Phase 3: Comprehensive Handling

As the service matures and business requirements evolve, it gradually embraces more sophisticated error handling:

~payment.process(amount: 100, card: "4242...")
| success transaction     |> record_payment(transaction.id)
| failure error           |> notify_user(error)
| retry handle            |> schedule_retry(handle.after_seconds)     // Promoted to required
|? auth_failure af        |> redirect_to_auth(af.login_url)   // New optional handling
|? fraud_review fr        |> flag_for_review(fr.case_id)        // Another new optional

The Organizational Benefits:

This gradual approach mirrors how real teams and products evolve:

For Small Teams:

Start with the simplest working version. Add complexity only when the pain point justifies it.

For Large Organizations:

Different services can adopt new features at different paces:

  • Critical payment service: Handles all branches from day one
  • Internal analytics service: Might never need auth_failure handling
  • Customer-facing portal: Adopts retry logic first, auth redirects later

For Ecosystem Evolution:

Library authors can introduce new behaviors without breaking existing integrations. Early adopters can opt in immediately, conservative services wait until the feature stabilizes.

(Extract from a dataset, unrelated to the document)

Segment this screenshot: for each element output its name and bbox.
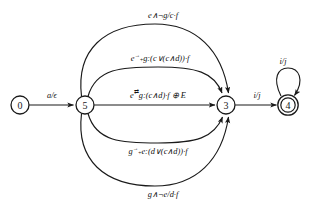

No More “All or Nothing” Upgrades:

Traditional exhaustive matching forces painful migrations:

// Old: Working code
match result {
    Success => handle(),
    Error => log(),
}

// New: Must update everywhere immediately
match result {
    Success => handle(),
    Error => log(),
    Retry => schedule(),  // Breaking change!
    AuthFailure => redirect(),  // Breaking change!
}

With optional branches, evolution feels natural:

// Service A: Early adopter
| success |> handle()
| error |> log()
|? retry |> schedule()  // Opted in
|? auth_failure |> redirect()  // Opted in

// Service B: Conservative approach
| success |> handle()
| error |> log()
// Still works! Can adopt later when ready

The Migration Path Becomes a Conversation:

Instead of library authors forcing breaking changes, they can guide the ecosystem:

// Library v1.0: Basic cases
| success {}
| error {}

// Library v1.1: Add optional retry
| success {}
| error {}
|? retry { after_seconds }

// Library v1.2: Add optional auth
| success {}
| error {}
|? retry { after_seconds }
|? auth_failure { login_url }

// Library v2.0: Retry becomes critical
| success {}
| error {}
| retry { after_seconds }  // Now required
|? auth_failure { login_url }

Each service decides when and if to adopt each capability. The type system guides rather than forces.

Real-World Impact:

This approach transforms API evolution from a big bang disruption to a gradual conversation. Teams can:

  • Ship faster by starting with essential cases only
  • Reduce risk by adopting new behaviors incrementally
  • Stay current without constant breaking changes
  • Plan migrations based on business priorities, not compiler mandates

In a world of microservices and distributed teams, this flexibility isn’t just convenient—it’s essential for sustainable development at scale.


Final Thoughts

Koru is still early — one author, lots of AI assistance, zero production battle scars. Time will tell if this approach survives in messy real-world ecosystems. But conceptually:

  • The type is the truth.
  • Library authors know what should break callers.
  • Compile-time safety shouldn’t quietly degrade.

Optional branches let us keep the promise of exhaustiveness while avoiding dependency hell. They make API evolution a first-class decision, visible where it belongs: the type definition.

Rust and F# paved the path. Koru might just smooth one bump along the way.

And wouldn’t it be nice if handling the future felt this honest?